Mr Major goes to Spain determined to impersonate Margaret Thatcher. A European single currency in 1999 is not only bad for me, he will tell the gathering, it is bad for all of you. And, what is more, the Conservative Party cannot accept the changes prescribed by the rest of you - more majority voting in Brussels, stronger foreign and security policy - to help the EU to embrace the former Soviet satellites to the east.

Mr Major may be right about European Monetary Union for the wrong reasons. About the rest of the Madrid agenda, he is not so right.

EMU first. What a tangle of half-truths, mis-statements and crushing ironies the debate about the single currency has become. On the one hand, we have the startling sight of Tory right-wingers cheering on the French trades unions in their battle against public-spending cuts and welfare reforms. Why? Because they see that the Juppe government is pursuing its Thatcherite agenda for European reasons: the need to squeeze the French economy into the debt and inflation rules for membership of the EMU club within two years.
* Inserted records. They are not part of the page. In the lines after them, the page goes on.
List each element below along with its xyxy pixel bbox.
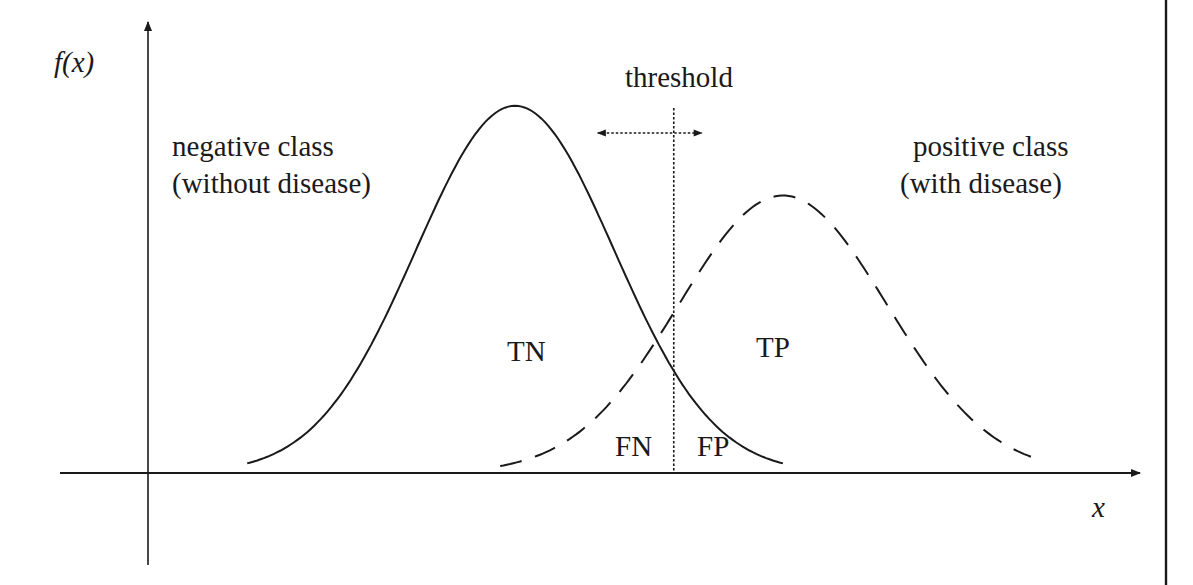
positive-class-label-line2: (with disease)	[900, 167, 1062, 200]
x-axis-label: x	[1091, 491, 1105, 523]
positive-class-label-line1: positive class	[913, 130, 1068, 162]
y-axis-label: f(x)	[54, 46, 94, 79]
region-fn-label: FN	[615, 430, 652, 462]
roc-threshold-diagram: f(x) x threshold negative class (without…	[0, 0, 1193, 585]
negative-class-label-line2: (without disease)	[172, 167, 371, 200]
region-tn-label: TN	[507, 335, 546, 367]
negative-class-label-line1: negative class	[172, 130, 334, 162]
region-fp-label: FP	[697, 430, 729, 462]
threshold-label: threshold	[625, 61, 733, 93]
region-tp-label: TP	[756, 331, 790, 363]
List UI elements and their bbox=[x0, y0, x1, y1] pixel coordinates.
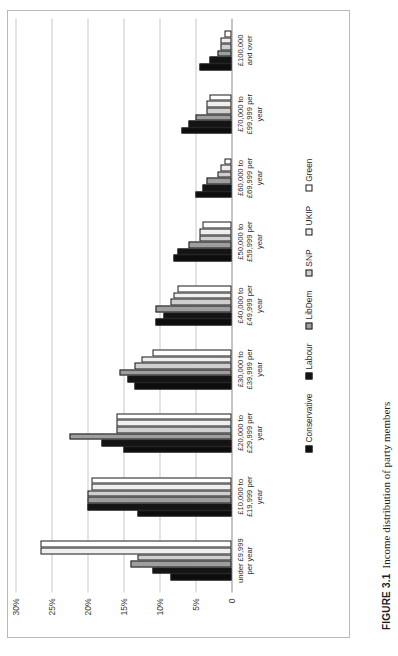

On the other hand, we have pro-European progressives, social marketeers - from Labour Euro MPs to the 1968 rabble rouser Daniel Cohn Bendit - supporting the drive to a single currency over the heads of the French (and now Belgian) demonstrators. This is very odd. The harsh EMU timetable will force many EU countries to hobble the welfare policies that have been the basis of their post-war social consensus. There may be arguments - and not just Thatcherite arguments - for boiling down the bloated public budgets of France, Belgium, Austria, Italy and so on. But in just two years? In the name of a single European currency, which already has little public support? And at a time when there are already German alarm bells tolling of European recession on the way?

The other argument expected in Madrid - over the agenda for next year's rolling conference on wider EU reforms - presents quite a different case. The ideas delivered to the summit by senior officials - and the separate but similar proposals from France and Germany - are hardly revolutionary. More majority voting by EU governments in Brussels? This is just an extension of what is already happening; it needs to be pushed through to prevent an 18- or 20-member Union from seizing up. A stouter European foreign and security policy? This is more Euro-sensible than Euro-federal. Look at five criminally wasteful years in the Balkans. Honest argument about the scope and detail is possible, but not blanket insistence that nothing can be done to move EU foreign policy out of the talking shop.

The Prime Minister must not allow his hands to be hopelessly tied by his right wing. On EMU, he talks something close to sense. On the rest, he must avoid plunging Britain, once again, into pointless isolation.